===== Available records =====

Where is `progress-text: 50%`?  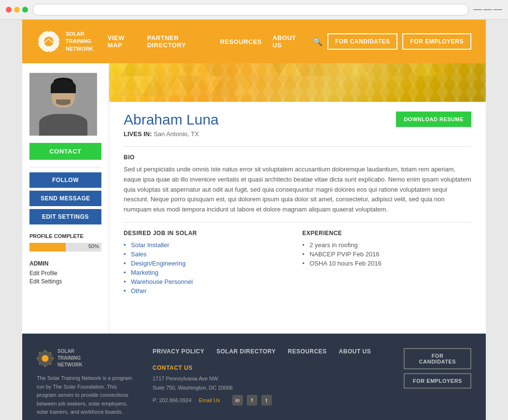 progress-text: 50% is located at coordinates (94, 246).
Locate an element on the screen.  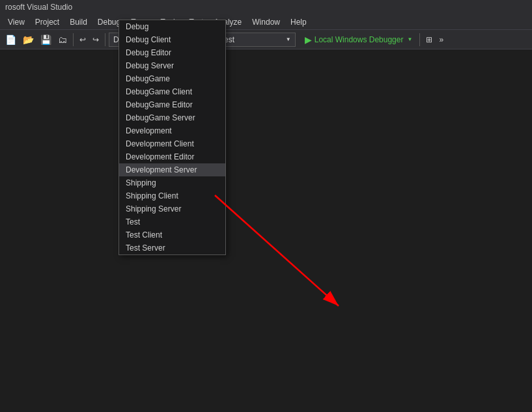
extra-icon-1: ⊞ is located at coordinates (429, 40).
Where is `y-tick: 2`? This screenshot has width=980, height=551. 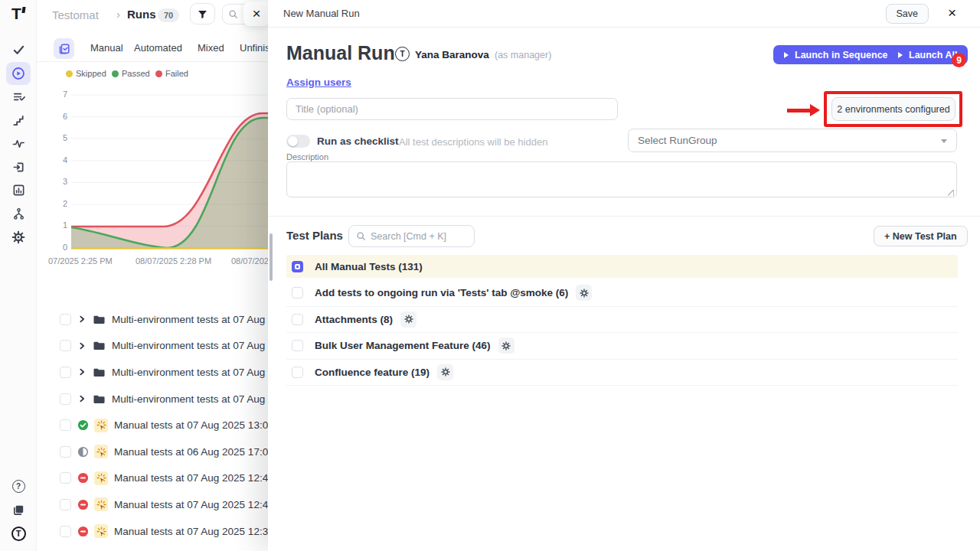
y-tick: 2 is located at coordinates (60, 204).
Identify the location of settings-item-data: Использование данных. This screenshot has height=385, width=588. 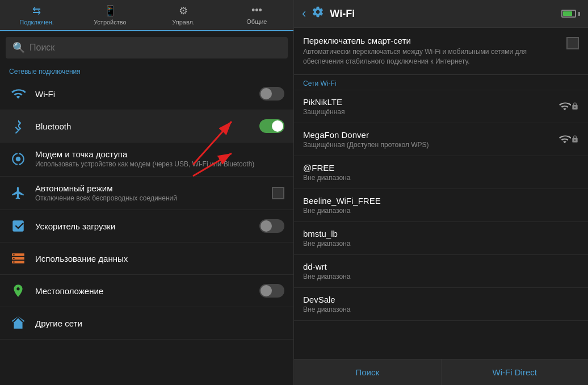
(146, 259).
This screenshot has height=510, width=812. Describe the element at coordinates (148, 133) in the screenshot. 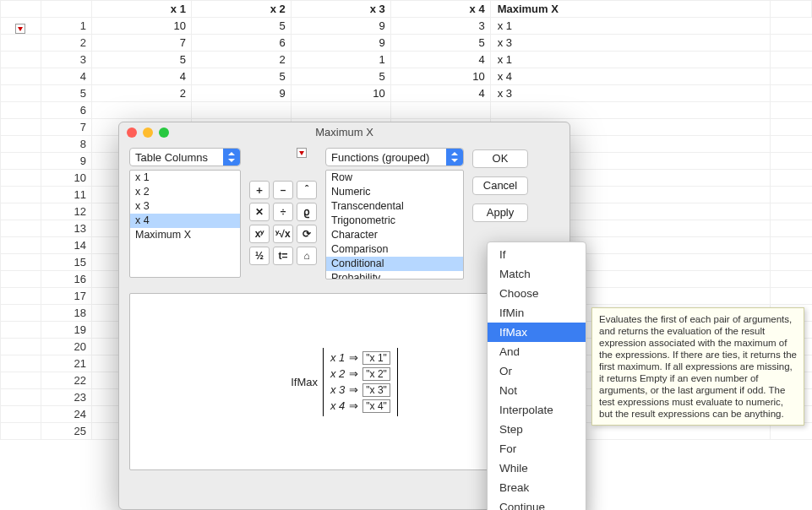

=====

### Task details:
In the records above, find the line with "Identify the location" and copy from it through the last line exactly, without the pictures.

### Solution:
Identify the location of settings-item-data: Использование данных. This screenshot has height=385, width=588. 
(146, 259).
This screenshot has height=510, width=812. Describe the element at coordinates (148, 133) in the screenshot. 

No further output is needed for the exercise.